OTTAWA - Prime Minister Stephen Harper appeared to dampen expectations Friday that all of Canada's demands on Afghanistan will be met during next week's NATO leaders summit in Romania.
While he remains confident the military alliance will come through with 1,000 reinforcements and extra equipment, Harper suggested it all might take more time to accomplish than the two-day meeting among 26 leaders.
"I anticipate in the weeks to come there will be additional commitments made in Afghanistan by some of our allies," he said while visiting northern Quebec.
"I don't think we will necessarily finish that process at Bucharest but we will finish it in the very near future."
It was widely expected that French President Nicolas Sarkozy would use the gathering of NATO leaders on April 2-4 to announce that his country was sending additional troops. Instead, he largely made his intentions known during a visit this week to Britain, prompting an immediate uproar back home.
It's not clear whether French troops would go to eastern or southern Afghanistan, but there is a strong suggestion they'll likely deploy to a province south of Kabul.

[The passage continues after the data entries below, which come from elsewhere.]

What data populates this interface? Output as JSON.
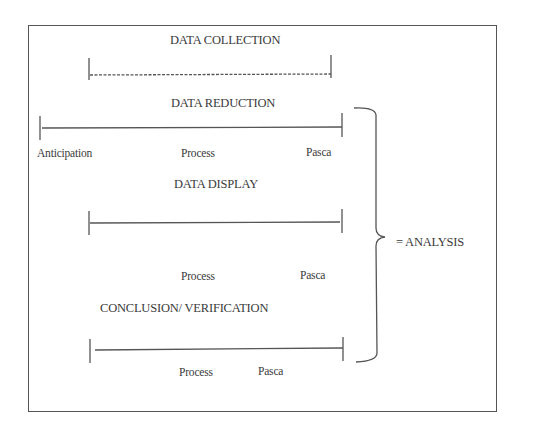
{
  "diagram": {
    "stages": [
      {
        "title": "DATA COLLECTION",
        "line": "dashed",
        "labels": []
      },
      {
        "title": "DATA REDUCTION",
        "line": "solid",
        "labels": [
          "Anticipation",
          "Process",
          "Pasca"
        ]
      },
      {
        "title": "DATA DISPLAY",
        "line": "solid",
        "labels": [
          "Process",
          "Pasca"
        ]
      },
      {
        "title": "CONCLUSION/  VERIFICATION",
        "line": "solid",
        "labels": [
          "Process",
          "Pasca"
        ]
      }
    ],
    "brace_label": "= ANALYSIS"
  }
}
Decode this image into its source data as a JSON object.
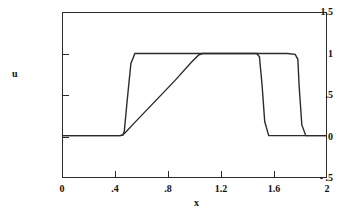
{
  "chart_data": {
    "type": "line",
    "title": "u vs x",
    "xlabel": "x",
    "ylabel": "u",
    "xlim": [
      0,
      2
    ],
    "ylim": [
      -0.5,
      1.5
    ],
    "grid": false,
    "legend": "none",
    "xticks": [
      "0",
      ".4",
      ".8",
      "1.2",
      "1.6",
      "2"
    ],
    "xtick_values": [
      0,
      0.4,
      0.8,
      1.2,
      1.6,
      2
    ],
    "yticks": [
      "1.5",
      "1",
      ".5",
      "0",
      "- .5"
    ],
    "ytick_values": [
      1.5,
      1,
      0.5,
      0,
      -0.5
    ],
    "series": [
      {
        "name": "square-pulse",
        "color": "#2b2b2b",
        "x": [
          0.0,
          0.44,
          0.46,
          0.47,
          0.49,
          0.52,
          0.55,
          1.05,
          1.45,
          1.7,
          1.76,
          1.78,
          1.79,
          1.81,
          1.84,
          2.0
        ],
        "y": [
          0.01,
          0.01,
          0.02,
          0.06,
          0.4,
          0.88,
          1.0,
          1.0,
          1.0,
          1.0,
          0.99,
          0.93,
          0.6,
          0.14,
          0.01,
          0.01
        ]
      },
      {
        "name": "ramp-pulse",
        "color": "#2b2b2b",
        "x": [
          0.0,
          0.44,
          0.46,
          0.48,
          0.55,
          0.7,
          0.85,
          0.98,
          1.03,
          1.06,
          1.1,
          1.4,
          1.47,
          1.49,
          1.51,
          1.53,
          1.56,
          2.0
        ],
        "y": [
          0.01,
          0.01,
          0.02,
          0.05,
          0.17,
          0.42,
          0.67,
          0.9,
          0.98,
          1.0,
          1.0,
          1.0,
          1.0,
          0.96,
          0.62,
          0.18,
          0.01,
          0.01
        ]
      }
    ]
  }
}
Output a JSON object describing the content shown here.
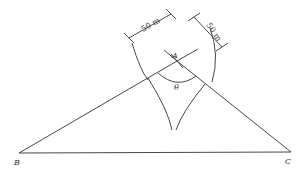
{
  "diagram": {
    "type": "geometry-triangle-arc-construction",
    "vertices": {
      "A": {
        "label": "A",
        "x": 177,
        "y": 61
      },
      "B": {
        "label": "B",
        "x": 19,
        "y": 153
      },
      "C": {
        "label": "C",
        "x": 291,
        "y": 152
      }
    },
    "angle_label": "θ",
    "dimensions": [
      {
        "label": "50 m",
        "along": "AB direction"
      },
      {
        "label": "50 m",
        "along": "AC direction"
      }
    ],
    "colors": {
      "line": "#333333",
      "background": "#ffffff"
    }
  }
}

Such a move would free American troops to bolster the Canadian positions in Kandahar.
The House of Commons recently voted to extend Canada's military mission in war-torn region, as long as NATO provided 1,000 more troops and the Defence Department came up with battlefield helicopters and unmanned surveillance planes.
The general expectation had been the matter would be settled during the meeting in Bucharest, the ancient capital of the former East Bloc country.
Federal Liberals, who helped Conservatives pass the extension motion over NDP and Bloc Quebecois opposition, have said they wanted an answer about reinforcements at the summit.
The lengthening of the mission to July 2011 was approved prior to the summit in order to strengthen Harper's hand with major allies who've thus far been reluctant to commit troops to the restive southern region.
Last week, Defence Minister Peter MacKay confirmed that Washington had assured Ottawa that it would backstop the Canadian demand for extra troops if no European member of NATO came forward.
Harper said Friday he had a "high level of certainty" Canada would get what it wanted.
"It's all moving along very well," he told reporters.
The Defence Department has already put in requests for unmanned reconnaissance drones.
It has also asked the U.S. Army if Canada can slip ahead of an American order in the Boeing production line and obtain quick delivery of six CH-47-D Chinook helicopters.
In Halifax on Friday, MacKay said a deal wasn't completed yet.
"We're very close," he said, responding to questions at an announcement on the 2011 Canada Games.
"I just want to put on the record, the time frame that was initially envisioned was February '09, but we hope to have those helicopters in theatre well in advance of that deadline."
The February 2009 deadline was set down in the Manley commission report, which Harper used as a starting point for the government's motion.
The five-member independent panel, which reported in late January, said Canada's involvement in Kandahar should cease within a year unless the allies committed extra troops and equipment.